I was doing some calculations for my research and I needed more precision than afforded by the long float type
Using 'long double' on a x86 machine should give you access to 80 bit FP math (as supported by the x87 FPU instructions). Unfortunately x87 and SSE instructions are mutually exclusive (SSE instructions only support 64bit doubles) so there may be a performance hit (although 80bit x87math is still a heck of a lot faster than extended precision software implementations).
Highly unlikely. The number of address bits determines the maximum amount of RAM that can be accessed directly. 64 bits comfortably holds today's RAM addresses, and the number of addressable sectors on disk drives. So at the moment there's no pressure to go from 64 to 128 bits.
Still, who's to know the future? Wasn't there a guy once who said '640K of memory ought to be enough for anyone'.
[–] littul_kitton 1 point 0 points 1 point (+1|-1) ago
No. Only a few people need more than 64 bits, but many of those people need more than 128. Going to 128 bits would help very few people.
There is also the question of whether it would even help. The wider an operand becomes, the more time it takes to do the computation, especially for division. So you either have to slow down the clock rate, or you have to add a few stages to the pipeline. At that point the speed, power consumption, complexity are not much improvement over just using multiple 64-bit instructions.
So I predict that we have maxed out at 64/80-bit operands. But SIMD vector unit width seems to be increasing steadily. Current vector units top out at 512 bits, which packs in 8 64-bit operands. To work with wider data, you will use sequential 64-bit operations to handle the full precision, and run several of those in parallel in the 512-bit vector unit.
[–] CanIHazPhD [S] 0 points 1 point 1 point (+1|-0) ago (edited ago)
The wider an operand becomes, the more time it takes to do the computation
I was wondering if this would lead to a loss of performance, I don't think the switch from 32 to 64 leaded to an important lose of performance, but I'm not so sure about that.
The part that it wouldn't help many people it's quite true, though.
This is why the x32 ABI was created for Linux. https://en.wikipedia.org/wiki/X32_ABI
[–] littul_kitton ago
I suspect but cannot verify that the move from 32 to 64 did slow things down, but they deepened the pipeline for other reasons and it turned out to actually run in fewer cycles. (At least with respect to the first generation of 32-bit processors. Multiply used to be slow enough that you would manually bit shift when possible, and division was scary slow.)
[–] [deleted] 1 point 0 points 1 point (+1|-1) ago
[–] CanIHazPhD [S] ago
This was part of my reasoning, I figured the switch happened due to the need to address more storage/memory and that the extra precision was just a bonus.
[–] [deleted] 0 points 4 points 4 points (+4|-0) ago
[–] omegletrollz 0 points 2 points 2 points (+2|-0) ago (edited ago)
I've never heard it mentioned before and I think that if it was a real possibility some processor producers would have jumped into it already instead of allowing Moore's Law to be bent recently and most likely broken in the near future. I hear a lot more talk of quantum computers and I think there are already practical projects put in place. This is only my uninformed view but I guess if there is a breakthrough in quantum computing it will render 128-bit processors obsolete even before they become commercially available.
[–] freddybobs68k 0 points 1 point 1 point (+1|-0) ago
Depends what you mean by a 128-bit architecture. If you mean 128 bit addressing - seems unlikely in say the next 5 years. That said I remember as a computer science student have discussions of whether we'd ever need more than 32 bit addressing... which now seems sort of absurd now.
If the original question is will we have machines with 128 bit float types? For main stream usage probably not any time soon- the cost of supporting such a feature wouldn't be worth it for a main stream processor. If you need the precision you can take the performance hit of such precision being emulated. If you really needed it and the performance you now have options like FPGA too.
If the question is about 128bit registers - well most x86 processors have SSE which are 128 bit registers. Most new x86 processors have AVX which are 256 bit registers. And cutting edge x86 processors such as Knights Landing have 512 bit registers. Instead of these registers holding a single value though they hold multiple values - 4 32 bit floats can be held in a 128 bit register for example. 128-bit architectures can also be used to specify bus sizes - we are seeing increasingly large bus sizes on GPUs and CPUs to gain greater bandwidth. For example nVidias pascal has a 1024 bit memory bus. Also in terms of the original precision question - what if you had for a simulation the choice between using 32 bit floats or 64 bit doubles, but the 32 bit float calculations were say 10 times as fast? Your 32 bit float simulation could run 10 steps of say 1/10 of a timestep for a single 64 bit step. In that scenario (depending on the maths of your simulation) your 32 bit float simulation could be far more accurate, and far more stable. You could also go for 5 steps, and perhaps still be more accurate and stable - and have twice the performance.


- **EXERCISE AIM**
Each line with the word "labor" must appear in the answer, copied from the records.

[Excerpts from a figure dataset]
[Start of section]
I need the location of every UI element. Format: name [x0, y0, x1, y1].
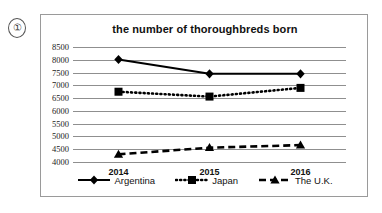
- y-axis-label: 4500: [52, 144, 69, 154]
- legend-item-japan[interactable]: Japan: [175, 174, 238, 186]
- y-axis-label: 8000: [52, 55, 69, 65]
- chart-title: the number of thoroughbreds born: [41, 23, 369, 35]
- data-point-marker-square: [115, 88, 123, 96]
- legend-swatch-diamond-icon: [77, 174, 111, 186]
- data-point-marker-square: [297, 84, 305, 92]
- series-japan: [115, 84, 305, 101]
- series-the-u-k: [114, 141, 305, 158]
- data-point-marker-diamond: [114, 55, 122, 64]
- legend-item-argentina[interactable]: Argentina: [77, 174, 155, 186]
- data-series-layer: [73, 47, 346, 162]
- y-axis-label: 5000: [52, 131, 69, 141]
- legend-swatch-square-icon: [175, 174, 209, 186]
- y-axis-label: 4000: [52, 157, 69, 167]
- data-point-marker-square: [188, 176, 196, 184]
- gridline: [73, 162, 346, 163]
- legend-item-the-u-k[interactable]: The U.K.: [258, 174, 333, 186]
- legend-label: The U.K.: [295, 175, 333, 186]
- question-number-badge: ①: [8, 18, 26, 38]
- y-axis-label: 8500: [52, 42, 69, 52]
- screenshot-root: ① the number of thoroughbreds born 85008…: [0, 0, 382, 213]
- data-point-marker-diamond: [90, 175, 98, 184]
- data-point-marker-diamond: [205, 69, 213, 78]
- data-point-marker-diamond: [296, 69, 304, 78]
- chart-legend: ArgentinaJapanThe U.K.: [41, 174, 369, 186]
- legend-label: Japan: [212, 175, 238, 186]
- y-axis-label: 6500: [52, 93, 69, 103]
- legend-swatch-triangle-icon: [258, 174, 292, 186]
- y-axis-label: 7500: [52, 68, 69, 78]
- series-argentina: [114, 55, 304, 79]
- y-axis-label: 5500: [52, 119, 69, 129]
- legend-label: Argentina: [114, 175, 155, 186]
- y-axis-label: 7000: [52, 80, 69, 90]
- y-axis-label: 6000: [52, 106, 69, 116]
- plot-area: 8500800075007000650060005500500045004000…: [73, 47, 346, 162]
- data-point-marker-square: [206, 93, 214, 101]
- chart-container: the number of thoroughbreds born 8500800…: [40, 14, 368, 197]
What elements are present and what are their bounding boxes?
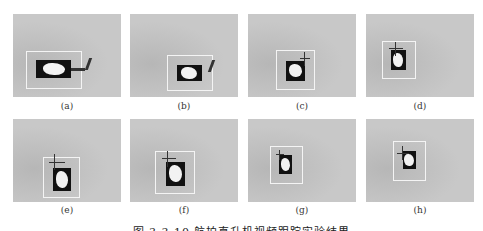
helicopter-target xyxy=(36,60,71,78)
helicopter-target xyxy=(391,50,406,70)
panel-label-g: (g) xyxy=(248,205,356,215)
helicopter-fin xyxy=(85,58,92,70)
panel-h xyxy=(366,119,474,202)
helicopter-tail xyxy=(71,68,85,71)
panel-b xyxy=(130,14,238,97)
helicopter-target xyxy=(286,61,305,81)
panel-label-d: (d) xyxy=(366,101,474,111)
helicopter-target xyxy=(166,162,185,186)
panel-label-f: (f) xyxy=(130,205,238,215)
panel-c xyxy=(248,14,356,97)
panel-e xyxy=(13,119,121,202)
panel-d xyxy=(366,14,474,97)
helicopter-target xyxy=(177,65,202,81)
panel-label-h: (h) xyxy=(366,205,474,215)
helicopter-target xyxy=(53,168,71,191)
panel-label-e: (e) xyxy=(13,205,121,215)
panel-label-c: (c) xyxy=(248,101,356,111)
panel-label-b: (b) xyxy=(130,101,238,111)
figure-caption: 图 3.3.10 航拍直升机视频跟踪实验结果 xyxy=(0,223,483,231)
helicopter-target xyxy=(279,155,292,174)
panel-a xyxy=(13,14,121,97)
panel-label-a: (a) xyxy=(13,101,121,111)
panel-g xyxy=(248,119,356,202)
panel-f xyxy=(130,119,238,202)
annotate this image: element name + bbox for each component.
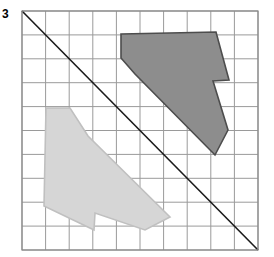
dark-polygon <box>121 32 229 155</box>
grid-canvas <box>0 0 274 257</box>
light-polygon <box>44 108 170 230</box>
reflection-figure: 3 <box>0 0 274 257</box>
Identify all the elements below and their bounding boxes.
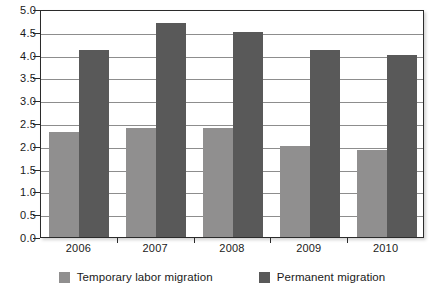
y-tick-mark bbox=[33, 10, 40, 11]
x-tick-label: 2009 bbox=[296, 242, 321, 254]
bars-layer bbox=[41, 11, 423, 237]
y-tick-mark bbox=[33, 56, 40, 57]
bar-2007-temporary bbox=[126, 128, 156, 237]
x-tick-label: 2008 bbox=[219, 242, 244, 254]
plot-area bbox=[40, 10, 424, 238]
y-tick-mark bbox=[33, 192, 40, 193]
y-tick-mark bbox=[33, 170, 40, 171]
legend-item-temporary-labor-migration: Temporary labor migration bbox=[59, 271, 213, 283]
x-tick-label: 2007 bbox=[143, 242, 168, 254]
bar-2010-temporary bbox=[357, 150, 387, 237]
y-tick-mark bbox=[33, 147, 40, 148]
y-tick-mark bbox=[33, 238, 40, 239]
chart-legend: Temporary labor migrationPermanent migra… bbox=[0, 266, 444, 288]
legend-item-permanent-migration: Permanent migration bbox=[259, 271, 386, 283]
bar-2008-temporary bbox=[203, 128, 233, 237]
bar-2010-permanent bbox=[387, 55, 417, 237]
bar-2006-permanent bbox=[79, 50, 109, 237]
y-tick-mark bbox=[33, 78, 40, 79]
legend-swatch-icon bbox=[259, 272, 270, 283]
bar-chart: 0.00.51.01.52.02.53.03.54.04.55.0 200620… bbox=[0, 0, 444, 293]
legend-swatch-icon bbox=[59, 272, 70, 283]
y-tick-mark bbox=[33, 33, 40, 34]
bar-2006-temporary bbox=[49, 132, 79, 237]
y-tick-mark bbox=[33, 101, 40, 102]
bar-2007-permanent bbox=[156, 23, 186, 237]
legend-label: Temporary labor migration bbox=[77, 271, 213, 283]
x-tick-label: 2010 bbox=[373, 242, 398, 254]
x-tick-label: 2006 bbox=[66, 242, 91, 254]
bar-2009-permanent bbox=[310, 50, 340, 237]
y-tick-mark bbox=[33, 215, 40, 216]
bar-2008-permanent bbox=[233, 32, 263, 237]
y-axis-tick-marks bbox=[33, 10, 40, 238]
bar-2009-temporary bbox=[280, 146, 310, 237]
x-axis-tick-labels: 20062007200820092010 bbox=[40, 242, 424, 260]
legend-label: Permanent migration bbox=[277, 271, 386, 283]
y-tick-mark bbox=[33, 124, 40, 125]
y-axis-tick-labels: 0.00.51.01.52.02.53.03.54.04.55.0 bbox=[0, 10, 36, 238]
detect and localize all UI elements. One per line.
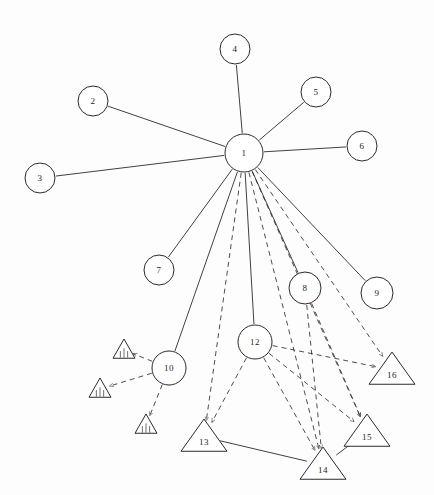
edge-dashed-10-w3	[150, 385, 163, 416]
node-label-10: 10	[164, 363, 174, 373]
node-2[interactable]: 2	[78, 86, 108, 116]
node-12[interactable]: 12	[238, 325, 272, 359]
node-label-7: 7	[157, 265, 162, 275]
edge-solid-1-2	[108, 106, 225, 146]
edge-solid-13-14	[220, 441, 307, 461]
edge-dashed-1-14	[249, 172, 319, 449]
edge-solid-1-4	[236, 65, 242, 133]
nodes-layer: 123456789101213141516	[25, 34, 415, 479]
node-7[interactable]: 7	[144, 255, 174, 285]
edge-dashed-12-15	[269, 353, 354, 421]
node-label-4: 4	[233, 44, 238, 54]
node-9[interactable]: 9	[361, 277, 393, 309]
node-4[interactable]: 4	[220, 34, 250, 64]
node-10[interactable]: 10	[152, 351, 186, 385]
node-1[interactable]: 1	[225, 134, 263, 172]
node-15[interactable]: 15	[344, 414, 390, 446]
edge-dashed-10-w2	[109, 373, 151, 386]
edge-dashed-1-16	[255, 170, 382, 357]
warning-triangle-icon	[113, 339, 135, 358]
network-graph-svg: 123456789101213141516	[0, 0, 434, 495]
node-13[interactable]: 13	[181, 419, 227, 451]
edge-dashed-12-13	[212, 358, 247, 423]
edge-dashed-8-14	[307, 305, 322, 449]
node-label-16: 16	[387, 370, 397, 380]
edge-dashed-8-15	[312, 304, 361, 417]
edge-solid-1-5	[259, 102, 304, 140]
node-label-13: 13	[199, 437, 209, 447]
solid-edges-layer	[56, 65, 365, 461]
dashed-edges-layer	[109, 170, 382, 451]
edge-solid-1-12	[245, 173, 254, 324]
edge-dashed-10-w1	[133, 354, 152, 362]
node-label-3: 3	[38, 173, 43, 183]
node-6[interactable]: 6	[347, 131, 377, 161]
node-8[interactable]: 8	[289, 272, 321, 304]
warning-markers-layer	[89, 339, 157, 433]
node-label-1: 1	[242, 148, 247, 158]
node-14[interactable]: 14	[300, 447, 346, 479]
edge-solid-1-9	[258, 167, 366, 280]
node-5[interactable]: 5	[301, 77, 331, 107]
node-label-5: 5	[314, 87, 319, 97]
edge-dashed-12-16	[273, 346, 376, 367]
node-label-15: 15	[362, 432, 372, 442]
warning-triangle-icon	[135, 414, 157, 433]
edge-solid-1-10	[175, 172, 237, 351]
node-label-14: 14	[318, 465, 328, 475]
node-label-2: 2	[91, 96, 96, 106]
node-label-8: 8	[303, 283, 308, 293]
node-label-12: 12	[250, 337, 260, 347]
edge-solid-1-6	[264, 147, 346, 152]
node-16[interactable]: 16	[369, 352, 415, 384]
node-label-6: 6	[360, 141, 365, 151]
edge-solid-1-3	[56, 155, 224, 176]
node-label-9: 9	[375, 288, 380, 298]
network-diagram-canvas: 123456789101213141516	[0, 0, 434, 495]
node-3[interactable]: 3	[25, 163, 55, 193]
warning-triangle-icon	[89, 378, 111, 397]
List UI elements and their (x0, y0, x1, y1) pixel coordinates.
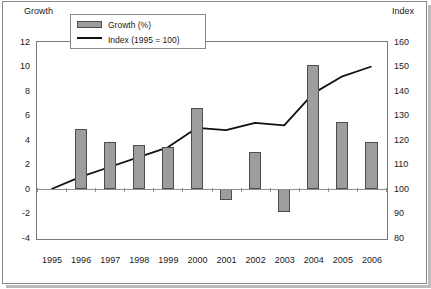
plot-inner (37, 42, 387, 239)
left-axis-tick: -2 (4, 208, 30, 218)
x-axis-tickmark (270, 188, 271, 192)
legend-label-growth: Growth (%) (108, 20, 151, 30)
right-axis-tick: 130 (394, 110, 420, 120)
bar (220, 189, 232, 200)
right-axis-tick: 110 (394, 159, 420, 169)
x-axis-tickmark (66, 188, 67, 192)
x-axis-tickmark (299, 188, 300, 192)
right-axis-tick: 100 (394, 184, 420, 194)
left-axis-tick: -4 (4, 233, 30, 243)
bar (75, 129, 87, 189)
x-axis-tickmark (95, 188, 96, 192)
bar (104, 142, 116, 189)
left-axis-tick: 2 (4, 159, 30, 169)
left-axis-tick: 0 (4, 184, 30, 194)
left-axis-tick: 12 (4, 37, 30, 47)
legend-item-index: Index (1995 = 100) (77, 34, 180, 45)
right-axis-tick: 140 (394, 86, 420, 96)
right-axis-tick: 120 (394, 135, 420, 145)
bar (133, 145, 145, 189)
legend-label-index: Index (1995 = 100) (108, 35, 180, 45)
chart-legend: Growth (%) Index (1995 = 100) (70, 14, 206, 49)
right-axis-tick: 80 (394, 233, 420, 243)
left-axis-tick: 10 (4, 61, 30, 71)
legend-item-growth: Growth (%) (77, 19, 151, 30)
right-axis-tick: 160 (394, 37, 420, 47)
left-axis-tick: 8 (4, 86, 30, 96)
right-axis-tick: 90 (394, 208, 420, 218)
bar (191, 108, 203, 189)
chart-screenshot: Growth Index 121086420-2-4 1601501401301… (0, 0, 431, 289)
index-line-path (52, 67, 372, 190)
plot-area (36, 41, 388, 240)
x-axis-tickmark (153, 188, 154, 192)
bar (336, 122, 348, 189)
bar-swatch-icon (77, 21, 102, 28)
right-axis-title: Index (392, 6, 414, 16)
bar (249, 152, 261, 189)
x-axis-tickmark (182, 188, 183, 192)
frame-shadow-bottom (6, 285, 430, 288)
x-axis-tickmark (37, 188, 38, 192)
bar (278, 189, 290, 212)
left-axis-tick: 4 (4, 135, 30, 145)
x-axis-tickmark (328, 188, 329, 192)
right-axis-tick: 150 (394, 61, 420, 71)
bar (365, 142, 377, 189)
x-axis-tickmark (212, 188, 213, 192)
x-axis-tickmark (241, 188, 242, 192)
left-axis-title: Growth (24, 6, 53, 16)
bar (307, 65, 319, 189)
x-axis-tickmark (357, 188, 358, 192)
x-axis-tick: 2006 (352, 255, 392, 265)
bar (162, 147, 174, 189)
x-axis-tickmark (124, 188, 125, 192)
left-axis-tick: 6 (4, 110, 30, 120)
line-series-index (37, 42, 386, 238)
x-axis-tickmark (386, 188, 387, 192)
line-swatch-icon (77, 37, 102, 39)
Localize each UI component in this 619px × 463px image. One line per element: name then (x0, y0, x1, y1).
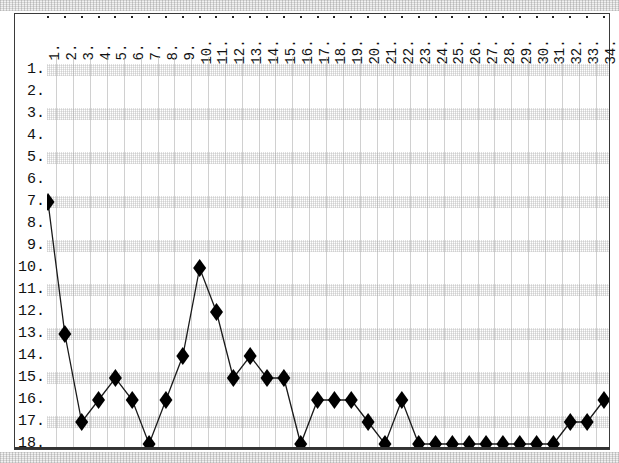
x-tick-label: 3. (75, 14, 89, 56)
x-tick-label: 29. (513, 14, 527, 56)
x-tick-label: 15. (277, 14, 291, 56)
x-tick-label: 12. (226, 14, 240, 56)
x-tick-dot (131, 16, 133, 18)
x-tick-dot (603, 16, 605, 18)
x-tick-label: 16. (294, 14, 308, 56)
x-tick-label: 14. (260, 14, 274, 56)
x-tick-label: 17. (311, 14, 325, 56)
x-tick-label: 23. (412, 14, 426, 56)
x-tick-dot (81, 16, 83, 18)
y-axis-tick-labels: 1.2.3.4.5.6.7.8.9.10.11.12.13.14.15.16.1… (15, 14, 47, 449)
x-tick-label: 9. (176, 14, 190, 56)
data-point-marker (210, 303, 223, 321)
top-texture-strip (0, 0, 619, 11)
line-series (47, 57, 609, 449)
data-point-marker (159, 391, 172, 409)
y-tick-label: 16. (15, 389, 45, 411)
x-tick-label: 32. (563, 14, 577, 56)
x-tick-label: 27. (479, 14, 493, 56)
y-tick-label: 13. (15, 323, 45, 345)
bottom-texture-strip (0, 452, 619, 463)
x-tick-dot (199, 16, 201, 18)
y-tick-label: 7. (15, 191, 45, 213)
y-tick-label: 14. (15, 345, 45, 367)
data-point-marker (176, 347, 189, 365)
x-tick-label: 18. (327, 14, 341, 56)
data-point-marker (47, 193, 55, 211)
x-tick-dot (569, 16, 571, 18)
x-tick-dot (367, 16, 369, 18)
x-tick-dot (300, 16, 302, 18)
x-tick-label: 4. (92, 14, 106, 56)
y-tick-label: 4. (15, 125, 45, 147)
data-point-marker (58, 325, 71, 343)
x-tick-dot (266, 16, 268, 18)
x-tick-label: 13. (243, 14, 257, 56)
y-tick-label: 9. (15, 235, 45, 257)
x-tick-label: 1. (41, 14, 55, 56)
x-tick-dot (215, 16, 217, 18)
x-tick-dot (317, 16, 319, 18)
x-tick-dot (485, 16, 487, 18)
x-tick-label: 19. (344, 14, 358, 56)
x-tick-label: 8. (159, 14, 173, 56)
y-tick-label: 10. (15, 257, 45, 279)
x-tick-label: 30. (530, 14, 544, 56)
data-point-marker (328, 391, 341, 409)
x-tick-dot (98, 16, 100, 18)
x-tick-dot (47, 16, 49, 18)
data-point-marker (311, 391, 324, 409)
x-tick-label: 22. (395, 14, 409, 56)
y-tick-label: 8. (15, 213, 45, 235)
y-tick-label: 12. (15, 301, 45, 323)
x-tick-label: 24. (429, 14, 443, 56)
x-tick-dot (283, 16, 285, 18)
x-tick-dot (165, 16, 167, 18)
y-tick-label: 5. (15, 147, 45, 169)
x-tick-label: 26. (462, 14, 476, 56)
x-tick-dot (182, 16, 184, 18)
x-tick-dot (418, 16, 420, 18)
x-tick-label: 11. (209, 14, 223, 56)
x-tick-label: 33. (580, 14, 594, 56)
x-tick-label: 10. (193, 14, 207, 56)
x-tick-dot (552, 16, 554, 18)
x-tick-label: 20. (361, 14, 375, 56)
x-tick-label: 2. (58, 14, 72, 56)
x-tick-dot (114, 16, 116, 18)
data-point-marker (193, 259, 206, 277)
x-axis-tick-labels: 1.2.3.4.5.6.7.8.9.10.11.12.13.14.15.16.1… (47, 14, 609, 56)
y-tick-label: 3. (15, 103, 45, 125)
y-tick-label: 11. (15, 279, 45, 301)
x-tick-dot (586, 16, 588, 18)
x-tick-dot (502, 16, 504, 18)
x-tick-label: 7. (142, 14, 156, 56)
data-point-marker (277, 369, 290, 387)
x-tick-dot (333, 16, 335, 18)
x-tick-dot (249, 16, 251, 18)
x-tick-dot (148, 16, 150, 18)
x-tick-dot (519, 16, 521, 18)
x-tick-dot (536, 16, 538, 18)
y-tick-label: 15. (15, 367, 45, 389)
y-tick-label: 6. (15, 169, 45, 191)
x-tick-label: 28. (496, 14, 510, 56)
plot-area (47, 57, 609, 449)
y-tick-label: 17. (15, 411, 45, 433)
x-tick-dot (384, 16, 386, 18)
x-tick-dot (451, 16, 453, 18)
x-tick-dot (64, 16, 66, 18)
x-tick-dot (350, 16, 352, 18)
x-tick-dot (468, 16, 470, 18)
data-point-marker (395, 391, 408, 409)
x-tick-dot (435, 16, 437, 18)
y-tick-label: 2. (15, 81, 45, 103)
y-tick-label: 1. (15, 59, 45, 81)
x-tick-label: 5. (108, 14, 122, 56)
x-axis-baseline (15, 447, 610, 449)
chart-screenshot: 1.2.3.4.5.6.7.8.9.10.11.12.13.14.15.16.1… (0, 0, 619, 463)
x-tick-label: 25. (445, 14, 459, 56)
x-tick-label: 6. (125, 14, 139, 56)
x-tick-dot (401, 16, 403, 18)
x-tick-label: 31. (546, 14, 560, 56)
[End of section]
- **SOLUTION TO THIS EXERCISE**
legend-item-temporary-labor-migration: Temporary labor migration bbox=[59, 271, 213, 283]
chart-legend: Temporary labor migrationPermanent migra… bbox=[0, 266, 444, 288]
legend-label: Temporary labor migration bbox=[77, 271, 213, 283]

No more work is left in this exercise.